Dr. Harper suggests there are modern internet versions of the groupie: those who enthusiastically circulate in the fandom spaces of social media and constantly engage with their favourite artists or post about them. The virtual world is another avenue for fan communities to organize, support the bands that they love, and connect with others who share their passion for the music. One of these groups is “stans.”
But are stans—the millennial term for obsessive fandom, as coined by Eminem in his 2000 hit of the same name—actually comparable to the groupies of the ’60s and ’70s? Are they a new form of groupies? Maybe. But some key differences do exist, including the fact that stans are generally a mass phenomenon and less of an individual one, and sex—or the desire to sleep with said favourite celebrity—appears to be less a part of stan culture than some of the groupies before them. Plus, there’s the toxic side of stan culture that can reach dangerous depths to defend their idols against any perceived criticism—a few journalists< have recently received the awful brunt of it.
Stans, like groupies, can also possess a deeply meaningful affinity for their favourites. And their ultimate goal is to help their favourite celebrities succeed. In Stan Stories, a series in Paper that explores what it means to be a stan, E and R of the Billie Eilish Twitter account @eilishupdates spoke about how they’ll always love and respect the singer, and that their love for her has given them both great memories and new friendships with fellow stans. They also commended Eilish for how she “wants us to feel like she isn’t unreachable by interacting with us constantly.”

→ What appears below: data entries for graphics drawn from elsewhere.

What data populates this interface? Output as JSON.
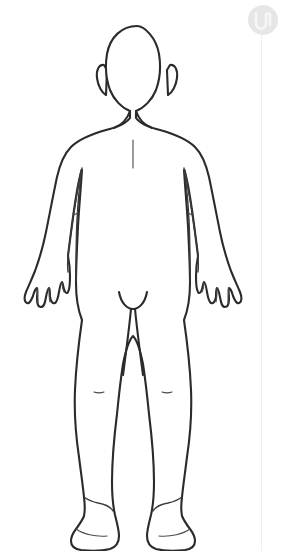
{
  "page": {
    "background_color": "#ffffff",
    "width": 283,
    "height": 551
  },
  "illustration": {
    "name": "human-body-outline",
    "view": "anterior",
    "description": "Line-art outline drawing of a standing human figure, front view, arms at sides",
    "line_color": "#2b2b2b",
    "fill_color": "#ffffff",
    "parts": [
      "head",
      "ears",
      "neck",
      "shoulders",
      "chest",
      "sternum-line",
      "left-arm",
      "right-arm",
      "left-hand",
      "right-hand",
      "torso",
      "waist",
      "hips",
      "groin",
      "left-leg",
      "right-leg",
      "knees",
      "left-foot",
      "right-foot"
    ]
  },
  "watermark": {
    "icon_name": "u-logo-watermark",
    "glyph": "U",
    "color": "#e3e3e3",
    "guide_line_color": "#eeeeee"
  }
}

Celebrity, of course, has always been accompanied by feelings of inaccessibility from those on the proverbial outside. But, glamorous facades aside, it was much easier for fans to meet their favourite band a few decades ago than it is now. And while social media has provided a perceived intimate window into the lives of our subjects of fandom, things like tight security at enormous venues, endless entourages, and even millions of followers, can make accessing those stars feel nearly impossible. But, as demonstrated with Eilish bridging that gap by often engaging directly with her stans, Dr. Harper thinks that the internet has just made access available in a different way.

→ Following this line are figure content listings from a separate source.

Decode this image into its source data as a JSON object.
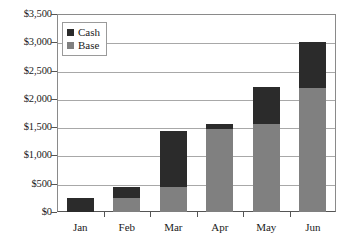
{
  "chart_data": {
    "type": "bar",
    "title": "",
    "subtitle": "",
    "xlabel": "",
    "ylabel": "",
    "stacked": true,
    "grid": true,
    "legend_position": "top-left",
    "categories": [
      "Jan",
      "Feb",
      "Mar",
      "Apr",
      "May",
      "Jun"
    ],
    "series": [
      {
        "name": "Base",
        "color": "#808080",
        "values": [
          0,
          250,
          450,
          1460,
          1550,
          2200
        ]
      },
      {
        "name": "Cash",
        "color": "#2b2b2b",
        "values": [
          250,
          190,
          980,
          90,
          660,
          800
        ]
      }
    ],
    "totals": [
      250,
      440,
      1430,
      1550,
      2210,
      3000
    ],
    "ylim": [
      0,
      3500
    ],
    "ytick_values": [
      3500,
      3000,
      2500,
      2000,
      1500,
      1000,
      500,
      0
    ],
    "ytick_labels": [
      "$3,500",
      "$3,000",
      "$2,500",
      "$2,000",
      "$1,500",
      "$1,000",
      "$500",
      "$0"
    ]
  },
  "legend": {
    "items": [
      {
        "label": "Cash",
        "color": "#2b2b2b"
      },
      {
        "label": "Base",
        "color": "#808080"
      }
    ]
  },
  "axes": {
    "y": {
      "ticks": [
        {
          "label": "$3,500",
          "value": 3500
        },
        {
          "label": "$3,000",
          "value": 3000
        },
        {
          "label": "$2,500",
          "value": 2500
        },
        {
          "label": "$2,000",
          "value": 2000
        },
        {
          "label": "$1,500",
          "value": 1500
        },
        {
          "label": "$1,000",
          "value": 1000
        },
        {
          "label": "$500",
          "value": 500
        },
        {
          "label": "$0",
          "value": 0
        }
      ]
    },
    "x": {
      "ticks": [
        {
          "label": "Jan"
        },
        {
          "label": "Feb"
        },
        {
          "label": "Mar"
        },
        {
          "label": "Apr"
        },
        {
          "label": "May"
        },
        {
          "label": "Jun"
        }
      ]
    }
  },
  "colors": {
    "cash": "#2b2b2b",
    "base": "#808080",
    "grid": "#a8a8a8",
    "axis": "#555555",
    "frame": "#8a8a8a",
    "background": "#ffffff"
  }
}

“This is just a new mode of celebrity fan interaction that is maybe not precedent on the fact that you were in the same city as David Bowie, but you are persistent enough at adding Cardi B [on social media],” she explains.
>All things considered—and despite the pure love for music that a rock muse radiates—Des Barres doesn’t think the role of groupie will ever be celebrated, simply, she says, because society is so uptight about sexuality and groupies are equated with sex. Any other important labour they participate in, like marketing or public relations, as Dr. Harper observes, is collapsed to sexual availability under the rubric of “groupie.”
But people are still so fascinated by them, Des Barres adds, because they symbolize a bygone era; a rock renaissance. She likens Morrison to Da Vinci and Michelangelo, artists who changed the world with their art. As she writes in Let’s Spend the Night Together, the music made her feel wildly alive and she wanted in on the cosmic secret. To get close to the golden gods.
Sapphire, a Band Aid in Almost Famous portrayed by Fairuza Balk, perhaps brings it home best: “They don’t even know what it is to be a fan. Y’know? To truly love some silly little piece of music, or some band, so much that it hurts.”